Getu et al. 2022 — Heavy metals in cereals from Debre Markos market, Ethiopia

This paper measured Cr, Cu, Pb, and Cd in four cereal types (barley, tef, wheat, and maize) purchased from local market in Debre Markos, Northwest Ethiopia, by MP-AES after dry ashing digestion. Lead and cadmium were found above the FAO/WHO permissible limits in all four cereal types, while chromium and copper were below their respective limits. The study highlights heavy metal contamination in a key Ethiopian staple food supply linked to chemical fertilizer use (diammonium phosphate and urea) in the region.

Key numbers

Concentrations as mean ± SD (mg/kg dry weight) by MP-AES (Agilent 4210):

Lead (FAO/WHO limit 0.2 mg/kg):

  • Barley: 0.49 ± 0.031 mg/kg (490 ± 31 ppb dw)
  • Tef: 0.34 ± 0.121 mg/kg (340 ± 121 ppb dw)
  • Wheat: 0.52 ± 0.029 mg/kg (520 ± 29 ppb dw)
  • Maize: 0.37 ± 0.15 mg/kg (370 ± 150 ppb dw)
  • All four cereals exceed the FAO/WHO permissible limit of 0.2 mg/kg by 1.7–2.6x

Cadmium (FAO/WHO limit 0.1 mg/kg):

  • Barley: 2.01 ± 1.73 mg/kg (2010 ± 1730 ppb dw)
  • Tef: 1.84 ± 1.60 mg/kg (1840 ± 1600 ppb dw)
  • Wheat: 1.95 ± 1.69 mg/kg (1950 ± 1690 ppb dw)
  • Maize: 1.93 ± 1.67 mg/kg (1930 ± 1670 ppb dw)
  • All four cereals exceed the FAO/WHO permissible limit of 0.1 mg/kg by 18–20x; high variability (SDs comparable to means) indicates significant batch-to-batch variation

Chromium (FAO/WHO limit 2.3 mg/kg):

  • Barley: 2.20 ± 0.072 mg/kg; Tef: 2.22 ± 0.061 mg/kg; Wheat: 1.57 ± 0.48 mg/kg; Maize: 1.84 ± 0.26 mg/kg
  • All below limit; barley and tef near baseline

Copper (FAO/WHO limit 30 mg/kg): all samples 1.28–2.94 mg/kg, well below limit

Recovery test: 85.6–112.8% (within accepted 80–120% range). Correlation coefficients R² 0.9966–0.9983.

Methods (brief)

Dry ashing at 550°C; dissolution in 6M HCl; filtration and dilution to 50 mL. MP-AES (Agilent 4210) with wavelengths 425.433 nm (Cr), 324.754 nm (Cu), and associated Pb and Cd lines. Triplicate digestion and triplicate analysis. Standard solutions prepared from 1000 ppm stock solutions. Samples collected October 2019–August 2020 from composite bulk samples of 40 merchants per cereal type.

Implications

Certification: Ethiopian cereal supply shows markedly elevated Pb and especially Cd, likely reflecting fertilizer-derived contamination. Pb values 1.7–2.6x above FAO/WHO limits and Cd values 18–20x above limits are substantial. Origin traceability for Ethiopian grain sourcing warrants lot-level metals testing.

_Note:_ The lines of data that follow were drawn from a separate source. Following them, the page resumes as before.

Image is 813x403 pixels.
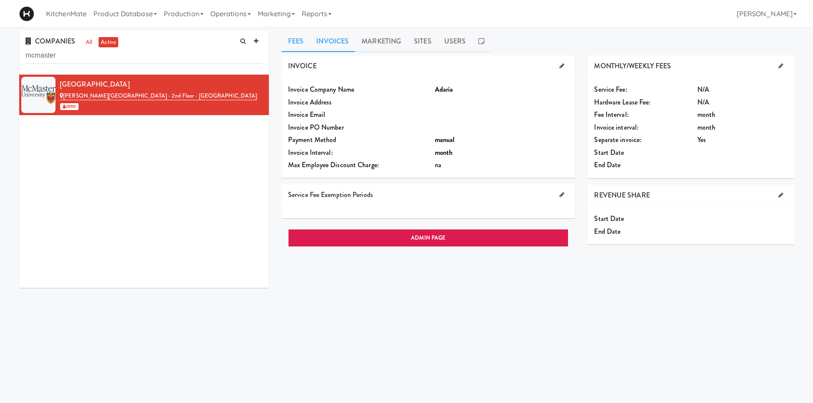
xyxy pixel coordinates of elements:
[594,190,650,200] span: REVENUE SHARE
[438,31,473,52] a: Users
[594,148,624,158] span: Start Date
[594,227,621,237] span: End Date
[435,135,455,145] b: manual
[288,135,336,145] span: Payment Method
[698,85,710,94] span: N/A
[698,97,710,107] span: N/A
[288,148,333,158] span: Invoice Interval:
[288,123,344,132] span: Invoice PO Number
[288,110,325,120] span: Invoice Email
[60,103,79,110] span: 2000
[84,37,94,48] a: all
[698,134,788,146] div: Yes
[288,229,569,247] a: ADMIN PAGE
[282,31,310,52] a: Fees
[19,6,34,21] img: Micromart
[594,123,639,132] span: Invoice interval:
[288,160,379,170] span: Max Employee Discount Charge:
[408,31,438,52] a: Sites
[435,148,453,158] b: month
[594,160,621,170] span: End Date
[19,75,269,115] li: [GEOGRAPHIC_DATA][PERSON_NAME][GEOGRAPHIC_DATA] - 2nd Floor - [GEOGRAPHIC_DATA] 2000
[99,37,118,48] a: active
[594,135,642,145] span: Separate invoice:
[594,110,628,120] span: Fee Interval:
[355,31,408,52] a: Marketing
[698,123,716,132] span: month
[288,97,332,107] span: Invoice Address
[310,31,355,52] a: Invoices
[594,61,671,71] span: MONTHLY/WEEKLY FEES
[435,85,453,94] b: Adaria
[594,85,627,94] span: Service Fee:
[60,92,257,100] a: [PERSON_NAME][GEOGRAPHIC_DATA] - 2nd Floor - [GEOGRAPHIC_DATA]
[288,190,373,200] span: Service Fee Exemption Periods
[26,36,75,46] span: COMPANIES
[594,214,624,224] span: Start Date
[288,61,317,71] span: INVOICE
[60,78,263,91] div: [GEOGRAPHIC_DATA]
[288,85,354,94] span: Invoice Company Name
[435,159,569,172] div: na
[594,97,651,107] span: Hardware Lease Fee:
[26,48,263,64] input: Search company
[698,110,716,120] span: month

Courses: illustrates how agricultural chemical inputs (phosphate fertilizers) contribute to Cd accumulation in cereals globally, and the relevance of geographic origin.

App: barley, wheat, and maize from Ethiopia flag as elevated risk for Pb and Cd based on available literature.